Canberra's office vacancy rate held at 9.2 percent in the June quarter, according to Property Council of Australia figures released this week, stubbornly below the national CBD average of 14.6 percent and a number that has quietly become the envy of fund managers who bet wrong on Sydney's fringe markets. That gap is not an accident. It is the product of a tenant base that no federal election, no interest rate cycle and no work-from-home policy has ever fully dislodged: the Commonwealth public service.
The timing matters. Investors are pulling capital out of Melbourne's residential auction market at a pace not seen since the 2018 credit crackdown, spooked by land tax changes in the Victorian budget. That money has to go somewhere. Commercial property advisers in Civic have spent the past six weeks fielding calls from interstate family offices asking the same basic question, is Canberra worth a look? The honest answer requires understanding what is actually driving the territory's office fundamentals, rather than simply assuming government tenancy means safety.

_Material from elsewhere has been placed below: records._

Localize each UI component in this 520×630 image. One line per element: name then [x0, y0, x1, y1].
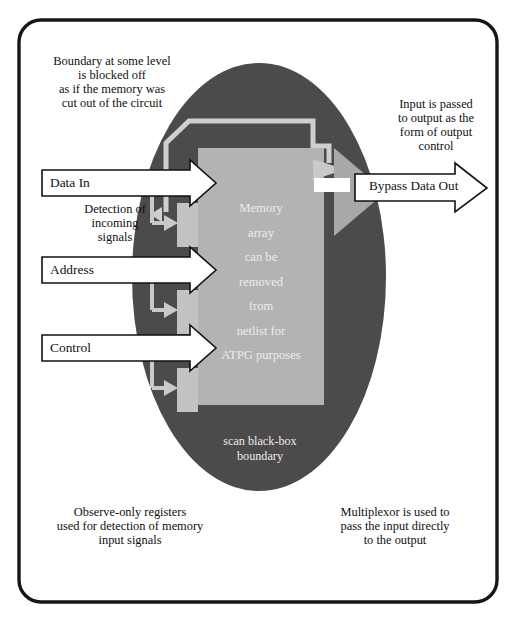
- observe-register-box-2: [177, 290, 198, 334]
- memory-array-text: Memory array can be removed from netlist…: [198, 196, 324, 368]
- scan-blackbox-caption: scan black-box boundary: [189, 434, 331, 463]
- memory-output-path: [314, 178, 350, 192]
- input-label-address: Address: [50, 262, 170, 277]
- diagram-canvas: Boundary at some level is blocked off as…: [0, 0, 520, 630]
- note-detection-of-incoming-signals: Detection of incoming signals: [47, 203, 183, 245]
- input-label-data-in: Data In: [50, 175, 170, 190]
- note-top-left: Boundary at some level is blocked off as…: [22, 55, 202, 111]
- note-multiplexor: Multiplexor is used to pass the input di…: [305, 506, 485, 548]
- output-label-bypass-data-out: Bypass Data Out: [369, 179, 499, 194]
- note-top-right: Input is passed to output as the form of…: [374, 98, 498, 154]
- observe-register-box-3: [177, 368, 198, 412]
- input-label-control: Control: [50, 340, 170, 355]
- note-observe-only-registers: Observe-only registers used for detectio…: [22, 506, 238, 548]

Civic to Barton: Where the Leases Are Landing
The action in Canberra's leasing market is concentrated in a handful of precincts. The Woden Town Centre precinct has absorbed two significant Commonwealth department renewals since January, including space at the Callam Offices complex on Callam Street, a building that has housed federal agencies almost continuously since the 1970s. Meanwhile, the Barton strip along Brisbane Avenue continues to attract defence-adjacent contractors and consultancies who need proximity to Russell Offices without paying Civic rents.
Civic itself is a different story. Northbourne Avenue's northern end, from Haig Park toward the University of Canberra's city campus on Allara Street, is where developers are watching most closely. Net face rents for A-grade space in Civic are running at approximately $480 to $530 per square metre per annum, with incentives, fit-out contributions, rent-free periods, eating between 25 and 30 percent of that headline figure. That effective rent, somewhere around $350 per square metre, is the number that actually gets modelled in acquisition spreadsheets.
The Australian Capital Territory government's own leasing program is a material factor. The ACT Land Development Agency has been releasing commercial sites in the Dickson and Braddon corridors, where smaller floor-plate buildings are attracting tenants from the tech and professional services sectors. Braddon's mix of sub-1,000 square metre suites above Lonsdale Street retail has proved particularly attractive to government contractors who want to be near the city without committing to a full-floor Civic lease.
The Data Centre Wildcard
The national scramble for industrial-zoned land to house AI data centres is beginning to register in Canberra's market in ways that are indirect but real. Large sites in the Hume and Fyshwick industrial precincts that might have traded at $800 to $900 per square metre of land two years ago are now attracting interest from logistics and technology operators willing to pay above $1,200. That compression is pushing light-industrial tenants into secondary areas and nudging some commercial landlords to consider rezoning plays on assets they previously viewed as office-only holdings.
For investors trying to read the Canberra market right now, three indicators are worth tracking monthly. First, Commonwealth lease expiry schedules, when large departments roll off long-term leases, they either renew in place, consolidate to fewer floors, or trigger a precinct-wide repricing event. Second, ACT government infrastructure spending: the 2025-26 territory budget allocated $340 million to light rail Stage 2B, and construction activity along that corridor is already shaping where smaller tenants want to locate. Third, the gap between face rents and effective rents, when incentives narrow, it signals genuine demand rather than landlords papering over vacancies with cash.
Canberra is not immune to what is happening elsewhere. If the Reserve Bank cuts the cash rate in August, as some economists now expect, asset pricing across the commercial sector will shift quickly. Owners sitting on well-leased Civic or Barton stock will have options. Those holding secondary suburban office space with short WALEs, weighted average lease expiries, will face harder conversations with their banks first.